Non-governmental organization (NGO) movements to alleviate poverty, protect the environment, or advocate for human rights are widespread throughout the developing world, and, as of 2002, are estimated to account for over 30% of international development aid. While many of the smaller NGOs in this group are seen as providing positive, uplifting services to local communities, larger multi-national examples of social organizations are prone to the same types of endemic corruption as other corporate entities. As well, NGOs often promote ideologies such as equal rights for women that are in direct conflict with a local government's political aims.
Another specific limitation of many NGOs that gives them both a unique strength and weakness is their focus on one key aspect of an overarching problem within a society. For example, working to provide access to clean water for the poor while not being able to tackle regulation issues like industrial pollution that led to the contamination in the first place can lead to self-defeating efforts at long-term change. This leads to the conclusion in development aid circles that the success of NGOs over the last 50 years has had mixed results, often due to poor oversight and management of their stated goals.
By neglecting to examine the effects of humanitarian actions in a larger context, some NGOs have acquired a negative image in the eyes of governments in the nations in which they work. A prominent example of this is a food crisis that occurred in Niger in 2005. Niger's president, Mamadou Tandja, accused international food agencies of exaggerating his country's problems and painting them in a simplistic way that was not reflective of true conditions and needs.
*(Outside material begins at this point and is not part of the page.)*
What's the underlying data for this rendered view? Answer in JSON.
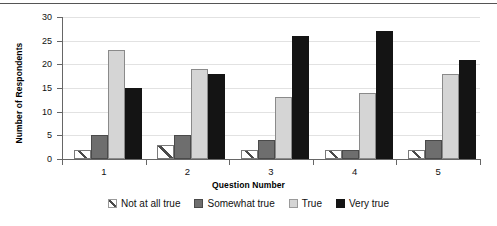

The international media portrayed Niger's crisis as a sudden, acute one to drum up support and funding for NGO services, when, in fact, Niger's population was experiencing chronic malnutrition that had resulted from years of scarcity and rising prices. Such mismatches in aid and the true needs that they attempt to fill often result in excessive short-term giving and little attention paid to the chronic conditions that created the crisis in the first place.
The image of not-for-profit aid agencies in the developing world is often one of the agencies overstating their effectiveness and underestimating the harm that they can do by causing disruptions in natural coping mechanisms within societies. Food aid to Zambia in 2002 to avert a perceived oncoming famine predicted by the United Nations was banned from the donor nation of the United States due to the fact that the donated corn came from genetically modified maize crops. US donor NGOs at the time thought that such a Zambian policy was absurd and would lead to the death of millions, but Zambia did not experience famine conditions in part because of non-genetically modified food aid that came from Europe.
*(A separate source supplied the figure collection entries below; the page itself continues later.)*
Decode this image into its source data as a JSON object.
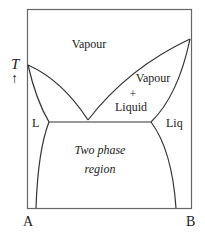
{
  "diagram": {
    "type": "binary phase diagram (minimum-boiling azeotrope with solid/liquid immiscibility)",
    "axis_y_label": "T",
    "axis_y_arrow": "↑",
    "axis_x_left_label": "A",
    "axis_x_right_label": "B",
    "regions": {
      "vapour": "Vapour",
      "vapour_liquid_line1": "Vapour",
      "vapour_liquid_plus": "+",
      "vapour_liquid_line2": "Liquid",
      "left_liquid": "L",
      "right_liquid": "Liq",
      "two_phase_line1": "Two phase",
      "two_phase_line2": "region"
    },
    "colors": {
      "line": "#333333",
      "frame": "#555555",
      "text": "#222222",
      "background": "#ffffff"
    }
  }
}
Where NGOs are effective at alleviating a crisis or where they work in concert with government policies, their presence is often welcomed, but lasting effects can be minimal. More effort on dealing with the root causes of problems is seen as necessary. Independent organizations have been providing aid to the Sahel region of the southern Sahara desert in Africa covering the territory of six nations since 1972 for instance, yet the same famines and emergencies have continued to occur there into 2011.
Among the key advantages that NGOs offer are the fact that they engender more trust in local populations if they are small and intimately involved in day-to-day affairs than the intervention of foreign governments and multi-national corporations does. They also can have more of a grass roots focus that builds sustainability from the ground up if they are managed and administered properly. Key to their effectiveness is the ability to represent civil society organizations that can operate without larger racial or ethnic agendas. NGOs that have grand visions of change often set a meddling tone at the local level by promoting their religious and political agendas, but distinguishing which organizations are welcomed and which are frowned upon must be done on a unique case-by-case basis.